Rubio’s apprehension was echoed last week by Sen. Tom Cotton (R-Ark.) and Senate Minority Leader Chuck Schumer (D-N.Y.), who described TikTok as “a potential counterintelligence threat we cannot ignore.” In their own letter to the acting director of National Intelligence, Joseph Maguire, they expressed concern about what personal data TikTok collects from users and whether users could be targeted by foreign campaigns.

TikTok, which is operated out of a headquarters in Culver City, Calif., responded to Cotton and Schumer in a statement posted to its website. “We are not influenced by any foreign government, including the Chinese government,” it wrote. “TikTok does not operate in China, nor do we have any intention of doing so in the future.” (Bytedance also owns Douyin, an app very similar to but separate from TikTok, which is operated in China.)

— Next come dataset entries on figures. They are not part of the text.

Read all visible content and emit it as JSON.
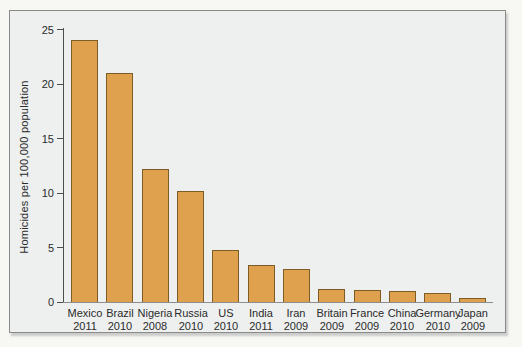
{
  "chart_data": {
    "type": "bar",
    "title": "",
    "xlabel": "",
    "ylabel": "Homicides per 100,000 population",
    "ylim": [
      0,
      25
    ],
    "yticks": [
      0,
      5,
      10,
      15,
      20,
      25
    ],
    "grid": false,
    "legend_position": "none",
    "categories": [
      "Mexico",
      "Brazil",
      "Nigeria",
      "Russia",
      "US",
      "India",
      "Iran",
      "Britain",
      "France",
      "China",
      "Germany",
      "Japan"
    ],
    "years": [
      "2011",
      "2010",
      "2008",
      "2010",
      "2010",
      "2011",
      "2009",
      "2009",
      "2009",
      "2010",
      "2010",
      "2009"
    ],
    "values": [
      24,
      21,
      12.2,
      10.2,
      4.8,
      3.4,
      3.0,
      1.2,
      1.1,
      1.0,
      0.8,
      0.4
    ]
  },
  "colors": {
    "bar_fill": "#dfa14e",
    "bar_border": "#7d5c26",
    "chart_background": "#edf0ef",
    "page_background": "#f7f7f4",
    "frame_border": "#8a8a8a",
    "axis_color": "#4d4d4d",
    "text_color": "#2b2b2b"
  }
}
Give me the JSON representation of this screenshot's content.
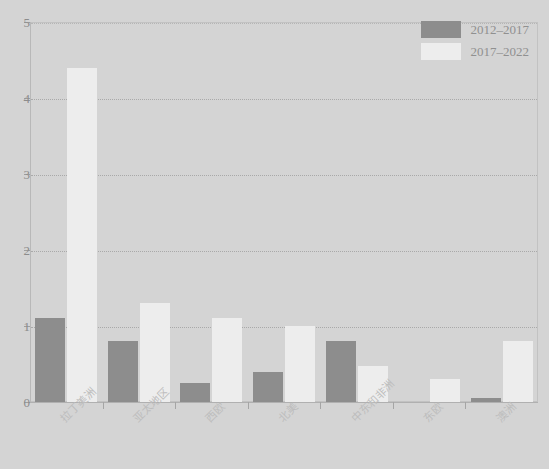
{
  "chart_data": {
    "type": "bar",
    "title": "",
    "subtitle": "",
    "xlabel": "",
    "ylabel": "",
    "ylim": [
      0,
      5
    ],
    "yticks": [
      0,
      1,
      2,
      3,
      4,
      5
    ],
    "ytick_labels": [
      "0",
      "1",
      "2",
      "3",
      "4",
      "5"
    ],
    "grid": true,
    "grid_axis": "y",
    "legend_position": "top-right",
    "categories": [
      "拉丁美洲",
      "亚太地区",
      "西欧",
      "北美",
      "中东和非洲",
      "东欧",
      "澳洲"
    ],
    "series": [
      {
        "name": "2012–2017",
        "color": "#8d8d8d",
        "values": [
          1.1,
          0.8,
          0.25,
          0.4,
          0.8,
          0.0,
          0.05
        ]
      },
      {
        "name": "2017–2022",
        "color": "#ededed",
        "values": [
          4.4,
          1.3,
          1.1,
          1.0,
          0.47,
          0.3,
          0.8
        ]
      }
    ]
  },
  "legend": {
    "entries": [
      {
        "label": "2012–2017"
      },
      {
        "label": "2017–2022"
      }
    ]
  },
  "colors": {
    "background": "#d4d4d4",
    "series_0": "#8d8d8d",
    "series_1": "#ededed",
    "gridline": "#a9a9a9",
    "axis": "#b0b0b0",
    "tick_text": "#8c8c8c",
    "category_text": "#bdbdbd"
  }
}
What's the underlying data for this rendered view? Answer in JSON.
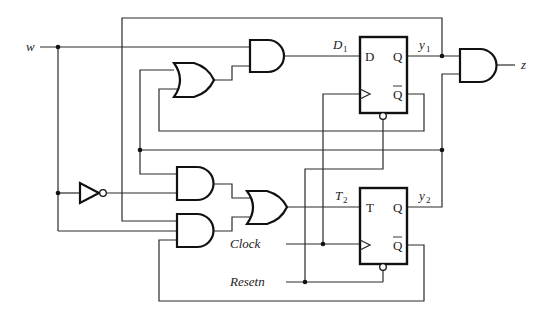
{
  "diagram": {
    "type": "sequential-logic-circuit",
    "inputs": {
      "w": "w",
      "clock": "Clock",
      "resetn": "Resetn"
    },
    "output": {
      "z": "z"
    },
    "flipflops": [
      {
        "id": "ff1",
        "type": "D",
        "input_label": "D",
        "q_label": "Q",
        "qbar_label": "Q",
        "signal_in": "D",
        "signal_in_sub": "1",
        "signal_out": "y",
        "signal_out_sub": "1"
      },
      {
        "id": "ff2",
        "type": "T",
        "input_label": "T",
        "q_label": "Q",
        "qbar_label": "Q",
        "signal_in": "T",
        "signal_in_sub": "2",
        "signal_out": "y",
        "signal_out_sub": "2"
      }
    ],
    "gates": [
      {
        "id": "and-d1",
        "type": "AND"
      },
      {
        "id": "or-d1",
        "type": "OR"
      },
      {
        "id": "not-w",
        "type": "NOT"
      },
      {
        "id": "and-t2-top",
        "type": "AND"
      },
      {
        "id": "and-t2-bottom",
        "type": "AND"
      },
      {
        "id": "or-t2",
        "type": "OR"
      },
      {
        "id": "and-z",
        "type": "AND"
      }
    ]
  }
}
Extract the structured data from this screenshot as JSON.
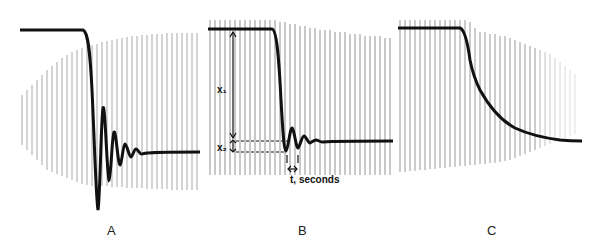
{
  "figure": {
    "panels": [
      {
        "id": "A",
        "label": "A",
        "response": "underdamped-oscillating"
      },
      {
        "id": "B",
        "label": "B",
        "response": "lightly-underdamped-annotated"
      },
      {
        "id": "C",
        "label": "C",
        "response": "overdamped-exponential"
      }
    ],
    "annotations": {
      "x1": "x₁",
      "x2": "x₂",
      "time": "t, seconds"
    },
    "colors": {
      "trace": "#111111",
      "grid": "#555555",
      "background": "#ffffff"
    }
  }
}
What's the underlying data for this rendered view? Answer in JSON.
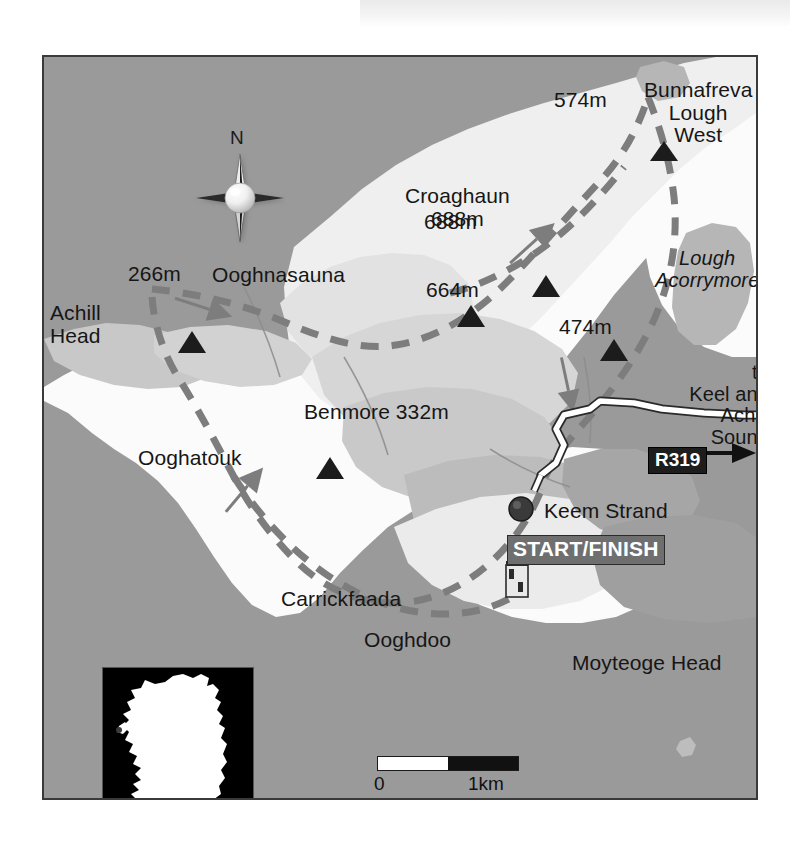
{
  "map": {
    "title": "Achill Head / Croaghaun walking route map",
    "region": "Achill Island, County Mayo, Ireland",
    "frame": {
      "x": 42,
      "y": 55,
      "width": 716,
      "height": 745,
      "border_color": "#3a3a3a"
    },
    "colors": {
      "sea_land_base": "#9a9a9a",
      "mid_slope": "#c3c3c3",
      "upper_slope": "#d8d8d8",
      "high_ground": "#f2f2f2",
      "lowland_white": "#fbfbfb",
      "lough_shade": "#b5b5b5",
      "trail_dash": "#7d7d7d",
      "road_casing": "#2a2a2a",
      "road_fill": "#ffffff",
      "text": "#161616",
      "startfinish_bg": "#6f6f6f",
      "road_badge_bg": "#1d1d1d"
    },
    "compass": {
      "label": "N",
      "name": "compass-rose-north"
    },
    "scale_bar": {
      "min_label": "0",
      "max_label": "1km",
      "segments": 2,
      "unit": "km"
    },
    "inset": {
      "name": "ireland-locator-inset",
      "land_color": "#ffffff",
      "sea_color": "#000000"
    }
  },
  "labels": {
    "places": [
      {
        "id": "ooghnasauna",
        "text": "Ooghnasauna",
        "x": 168,
        "y": 217,
        "style": "place"
      },
      {
        "id": "achill_head",
        "text": "Achill\nHead",
        "x": 46,
        "y": 255,
        "style": "place"
      },
      {
        "id": "ooghatouk",
        "text": "Ooghatouk",
        "x": 134,
        "y": 400,
        "style": "place"
      },
      {
        "id": "carrickfaada",
        "text": "Carrickfaada",
        "x": 277,
        "y": 541,
        "style": "place"
      },
      {
        "id": "ooghdoo",
        "text": "Ooghdoo",
        "x": 360,
        "y": 582,
        "style": "place"
      },
      {
        "id": "moyteoge_head",
        "text": "Moyteoge Head",
        "x": 568,
        "y": 605,
        "style": "place"
      },
      {
        "id": "keem_strand",
        "text": "Keem Strand",
        "x": 540,
        "y": 500,
        "style": "place"
      },
      {
        "id": "bunnafreva_lough_west",
        "text": "Bunnafreva\nLough\nWest",
        "x": 640,
        "y": 66,
        "style": "place"
      },
      {
        "id": "croaghaun",
        "text": "Croaghaun\n688m",
        "x": 401,
        "y": 182,
        "style": "place"
      }
    ],
    "water": [
      {
        "id": "lough_acorrymore",
        "text": "Lough\nAcorrymore",
        "x": 651,
        "y": 243,
        "style": "water"
      }
    ],
    "direction": [
      {
        "id": "to_keel_achill_sound",
        "text": "to\nKeel and\nAchill\nSound",
        "x": 667,
        "y": 355,
        "style": "direction"
      }
    ],
    "route_marker": {
      "id": "start_finish",
      "text": "START/FINISH",
      "x": 505,
      "y": 528
    },
    "road_badge": {
      "id": "r319",
      "text": "R319",
      "x": 646,
      "y": 448
    }
  },
  "summits": [
    {
      "id": "peak-574",
      "label": "574m",
      "elevation_m": 574,
      "label_x": 552,
      "label_y": 84,
      "marker_x": 620,
      "marker_y": 92
    },
    {
      "id": "peak-688",
      "label": "688m",
      "elevation_m": 688,
      "label_x": 424,
      "label_y": 206,
      "marker_x": 502,
      "marker_y": 228,
      "name": "Croaghaun"
    },
    {
      "id": "peak-664",
      "label": "664m",
      "elevation_m": 664,
      "label_x": 424,
      "label_y": 274,
      "marker_x": 427,
      "marker_y": 258
    },
    {
      "id": "peak-474",
      "label": "474m",
      "elevation_m": 474,
      "label_x": 557,
      "label_y": 311,
      "marker_x": 570,
      "marker_y": 292
    },
    {
      "id": "peak-266",
      "label": "266m",
      "elevation_m": 266,
      "label_x": 126,
      "label_y": 258,
      "marker_x": 148,
      "marker_y": 283
    },
    {
      "id": "peak-332",
      "label": "Benmore 332m",
      "elevation_m": 332,
      "label_x": 302,
      "label_y": 396,
      "marker_x": 286,
      "marker_y": 410
    }
  ],
  "legend_features": [
    {
      "name": "walking-route-dashed-line",
      "description": "Dashed grey line showing the circular walking route"
    },
    {
      "name": "direction-arrow",
      "description": "Arrowheads along the route showing direction of travel"
    },
    {
      "name": "start-finish-marker",
      "description": "Filled circle at Keem Strand car park"
    },
    {
      "name": "signal-tower-icon",
      "description": "Small tower building symbol near Moyteoge Head"
    },
    {
      "name": "summit-triangle",
      "description": "Black triangle marking a summit spot height"
    }
  ]
}
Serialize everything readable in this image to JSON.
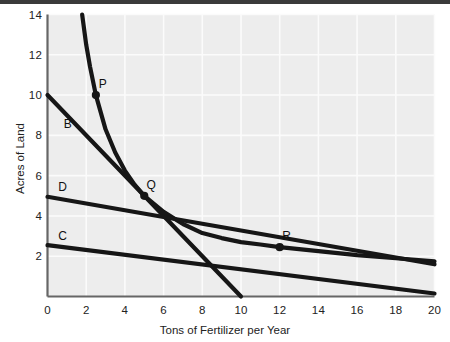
{
  "chart_data": {
    "type": "line",
    "title": "",
    "xlabel": "Tons of Fertilizer per Year",
    "ylabel": "Acres of Land",
    "xlim": [
      0,
      20
    ],
    "ylim": [
      0,
      14
    ],
    "xticks": [
      "0",
      "2",
      "4",
      "6",
      "8",
      "10",
      "12",
      "14",
      "16",
      "18",
      "20"
    ],
    "yticks": [
      "2",
      "4",
      "6",
      "8",
      "10",
      "12",
      "14"
    ],
    "grid": true,
    "legend_position": "inline-curve-labels",
    "series": [
      {
        "name": "A",
        "label": "",
        "kind": "isoquant-curve",
        "points": [
          [
            1.79,
            14.0
          ],
          [
            2.0,
            12.5
          ],
          [
            2.2,
            11.4
          ],
          [
            2.5,
            10.0
          ],
          [
            3.0,
            8.3
          ],
          [
            3.5,
            7.15
          ],
          [
            4.0,
            6.25
          ],
          [
            4.5,
            5.55
          ],
          [
            5.0,
            5.0
          ],
          [
            6.0,
            4.2
          ],
          [
            7.0,
            3.6
          ],
          [
            8.0,
            3.15
          ],
          [
            9.0,
            2.9
          ],
          [
            10.0,
            2.7
          ],
          [
            11.0,
            2.58
          ],
          [
            12.0,
            2.45
          ],
          [
            14.0,
            2.25
          ],
          [
            16.0,
            2.05
          ],
          [
            18.0,
            1.9
          ],
          [
            20.0,
            1.75
          ]
        ]
      },
      {
        "name": "B",
        "label": "B",
        "kind": "isocost-line",
        "points": [
          [
            0,
            10.0
          ],
          [
            10.0,
            0
          ]
        ]
      },
      {
        "name": "D",
        "label": "D",
        "kind": "isocost-line",
        "points": [
          [
            0,
            4.95
          ],
          [
            20.0,
            1.6
          ]
        ]
      },
      {
        "name": "C",
        "label": "C",
        "kind": "isocost-line",
        "points": [
          [
            0,
            2.55
          ],
          [
            20.0,
            0.15
          ]
        ]
      }
    ],
    "annotations": [
      {
        "label": "P",
        "x": 2.5,
        "y": 10.0,
        "marker": true
      },
      {
        "label": "Q",
        "x": 5.0,
        "y": 5.0,
        "marker": true
      },
      {
        "label": "R",
        "x": 12.0,
        "y": 2.45,
        "marker": true
      }
    ],
    "curve_labels": [
      {
        "label": "B",
        "x": 1.05,
        "y": 8.55
      },
      {
        "label": "D",
        "x": 0.78,
        "y": 5.45
      },
      {
        "label": "C",
        "x": 0.78,
        "y": 3.0
      }
    ],
    "colors": {
      "plot_background": "#ededed",
      "grid": "#fbfbfb",
      "axis": "#666666",
      "curve": "#161616",
      "text": "#222222",
      "page_background": "#ffffff",
      "top_band": "#3a3a3a"
    }
  }
}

In response to senators’ worries that TikTok may be censoring content, the company added, “TikTok does not remove content based on sensitivities related to China. We have never been asked by the Chinese government to remove any content and we would not do so if asked. Period.”

This is not the first time Musical.ly’s acquisition and merge have caught the attention of the U.S. government. In February, the Federal Trade Commission (FTC) slapped Bytedance with a $5.7 million fine after Musical.ly illegally collected personal data from children under the age of 13.